The move by US President Donald Trump’s administration on China Mobile comes amid growing trade frictions between Washington and Beijing. The US is set to impose tariffs on US$34 billion worth of goods from China on Friday, which Beijing is expected to respond to with tariffs of its own.
ZTE Corp (中興), China’s No. 2 telecommunications equipment maker, was forced to cease major operations in April after the US slapped it with a supplier ban, saying that it broke an agreement to discipline executives who conspired to evade US sanctions on Iran and North Korea. ZTE is in the process of getting the ban lifted and announced a new board last week.
State-controlled China Mobile Communications Corp owned almost 73 percent of China Mobile as of December last year, Thomson Reuters data showed.
China Mobile’s shares yesterday morning fell 2.6 percent to their lowest in more than four years.
However, Ramakrishna Maruvada, a Singapore-based analyst with Daiwa Securities, said the effect of the ruling on China Mobile’s business is “very tiny,” as the company derives most of its income from the domestic market.
“This doesn’t move the needle,” Maruvada said, adding that the timing of the decision was to be viewed in the context of the US-China trade frictions.

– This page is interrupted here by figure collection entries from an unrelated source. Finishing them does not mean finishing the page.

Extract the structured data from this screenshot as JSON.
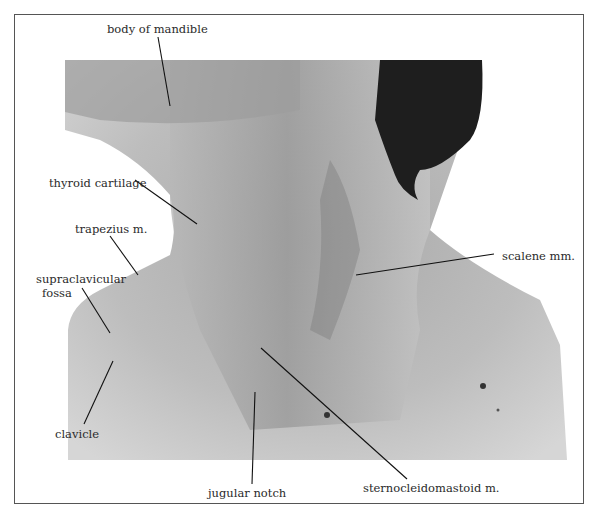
{
  "figure": {
    "labels": [
      {
        "id": "body-of-mandible",
        "text": "body of mandible"
      },
      {
        "id": "thyroid-cartilage",
        "text": "thyroid cartilage"
      },
      {
        "id": "trapezius",
        "text": "trapezius m."
      },
      {
        "id": "supraclavicular-fossa-line1",
        "text": "supraclavicular"
      },
      {
        "id": "supraclavicular-fossa-line2",
        "text": "fossa"
      },
      {
        "id": "clavicle",
        "text": "clavicle"
      },
      {
        "id": "jugular-notch",
        "text": "jugular notch"
      },
      {
        "id": "sternocleidomastoid",
        "text": "sternocleidomastoid m."
      },
      {
        "id": "scalene",
        "text": "scalene mm."
      }
    ]
  }
}
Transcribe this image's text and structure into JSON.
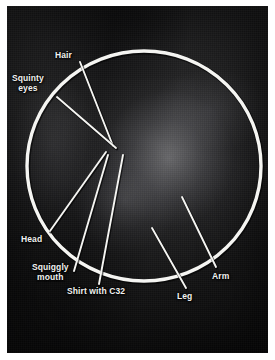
{
  "figure": {
    "name": "annotated-photograph",
    "media": "black and white photograph with hand-drawn white circle and leader lines",
    "background_color": "#ffffff",
    "plate_color": "#1f1f20",
    "overlay_color": "#f5f5f2"
  },
  "highlight_circle": {
    "name": "circled-region",
    "cx": 144,
    "cy": 166,
    "r": 116,
    "stroke": "#f5f5f2",
    "stroke_width": 3.4
  },
  "annotations": [
    {
      "id": "hair",
      "label": "Hair",
      "label_x": 55,
      "label_y": 50,
      "align": "left",
      "line": {
        "x1": 80,
        "y1": 62,
        "x2": 113,
        "y2": 146
      }
    },
    {
      "id": "squinty-eyes",
      "label": "Squinty\neyes",
      "label_x": 12,
      "label_y": 73,
      "align": "center",
      "line": {
        "x1": 57,
        "y1": 97,
        "x2": 116,
        "y2": 148
      }
    },
    {
      "id": "head",
      "label": "Head",
      "label_x": 21,
      "label_y": 234,
      "align": "left",
      "line": {
        "x1": 106,
        "y1": 152,
        "x2": 50,
        "y2": 231
      }
    },
    {
      "id": "squiggly-mouth",
      "label": "Squiggly\nmouth",
      "label_x": 32,
      "label_y": 262,
      "align": "center",
      "line": {
        "x1": 108,
        "y1": 155,
        "x2": 74,
        "y2": 271
      }
    },
    {
      "id": "shirt-with-c32",
      "label": "Shirt with C32",
      "label_x": 67,
      "label_y": 286,
      "align": "left",
      "line": {
        "x1": 123,
        "y1": 155,
        "x2": 99,
        "y2": 284
      }
    },
    {
      "id": "leg",
      "label": "Leg",
      "label_x": 177,
      "label_y": 291,
      "align": "left",
      "line": {
        "x1": 152,
        "y1": 228,
        "x2": 186,
        "y2": 288
      }
    },
    {
      "id": "arm",
      "label": "Arm",
      "label_x": 212,
      "label_y": 271,
      "align": "left",
      "line": {
        "x1": 182,
        "y1": 197,
        "x2": 216,
        "y2": 267
      }
    }
  ]
}
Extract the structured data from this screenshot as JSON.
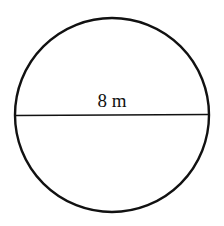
{
  "figure": {
    "shape": "circle",
    "center": [
      112,
      115
    ],
    "radius": 97,
    "stroke_color": "#111111",
    "diameter_label": "8 m",
    "diameter_value": 8,
    "diameter_unit": "m"
  }
}
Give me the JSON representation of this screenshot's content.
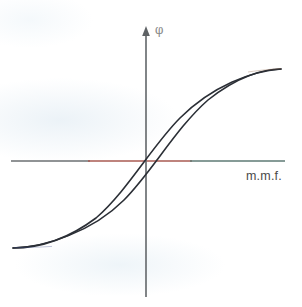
{
  "figure": {
    "background_color": "#ffffff"
  },
  "axes": {
    "vertical": {
      "name": "flux-axis",
      "label": "φ",
      "label_meaning": "magnetic flux (phi)",
      "color": "#6b6f72",
      "arrow": "up-arrowhead",
      "x_px": 146,
      "y_top_px": 28,
      "y_bottom_px": 297
    },
    "horizontal": {
      "name": "mmf-axis",
      "label": "m.m.f.",
      "label_meaning": "magnetomotive force",
      "color": "#6b6f72",
      "tint_color": "#a85a52",
      "y_px": 161,
      "x_left_px": 11,
      "x_right_px": 285
    }
  },
  "curve": {
    "name": "hysteresis-loop",
    "color": "#2b2f36",
    "stroke_width": 1.6,
    "description": "Closed S-shaped hysteresis loop of flux versus magnetomotive force",
    "branches": [
      {
        "name": "ascending-branch",
        "label": "increasing m.m.f.",
        "path": "M 13 248 C 45 247, 92 232, 124 200 C 152 172, 176 128, 208 100 C 238 76, 264 69, 281 69"
      },
      {
        "name": "descending-branch",
        "label": "decreasing m.m.f.",
        "path": "M 281 69 C 252 71, 212 86, 180 118 C 152 146, 128 190, 96 218 C 64 242, 34 248, 13 248"
      }
    ]
  },
  "chart_data": {
    "type": "line",
    "title": "",
    "xlabel": "m.m.f.",
    "ylabel": "φ",
    "grid": false,
    "legend": "none",
    "xlim": [
      -1.0,
      1.0
    ],
    "ylim": [
      -1.0,
      1.0
    ],
    "origin_px": [
      146,
      161
    ],
    "annotations": [
      {
        "name": "saturation-positive",
        "label": "",
        "px": [
          281,
          69
        ]
      },
      {
        "name": "saturation-negative",
        "label": "",
        "px": [
          13,
          248
        ]
      },
      {
        "name": "remanence-positive",
        "label": "",
        "px": [
          146,
          135
        ]
      },
      {
        "name": "remanence-negative",
        "label": "",
        "px": [
          146,
          185
        ]
      },
      {
        "name": "coercivity-negative",
        "label": "",
        "px": [
          123,
          161
        ]
      },
      {
        "name": "coercivity-positive",
        "label": "",
        "px": [
          178,
          161
        ]
      }
    ],
    "series": [
      {
        "name": "ascending-branch",
        "x": [
          -1.0,
          -0.8,
          -0.6,
          -0.4,
          -0.2,
          -0.17,
          0.0,
          0.2,
          0.4,
          0.6,
          0.8,
          1.0
        ],
        "y": [
          -0.97,
          -0.93,
          -0.84,
          -0.68,
          -0.33,
          0.0,
          0.29,
          0.57,
          0.76,
          0.88,
          0.94,
          0.97
        ]
      },
      {
        "name": "descending-branch",
        "x": [
          1.0,
          0.8,
          0.6,
          0.4,
          0.24,
          0.2,
          0.0,
          -0.2,
          -0.4,
          -0.6,
          -0.8,
          -1.0
        ],
        "y": [
          0.97,
          0.94,
          0.88,
          0.76,
          0.0,
          -0.07,
          -0.29,
          -0.57,
          -0.76,
          -0.88,
          -0.94,
          -0.97
        ]
      }
    ]
  }
}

In its recommendation, the NTIA said that its assessment rested “in large part on China’s record of intelligence activities and economic espionage targeting the US, along with China Mobile’s size and technical and financial resources.”
The company was “subject to exploitation, influence and control by the Chinese government,” it said, adding that China Mobile’s application posed “substantial and unacceptable national security and law enforcement risks in the current national security environment.”
US senators and spy chiefs in February said that China was trying, via means such as telecom companies, to gain access to sensitive US technologies and intellectual properties.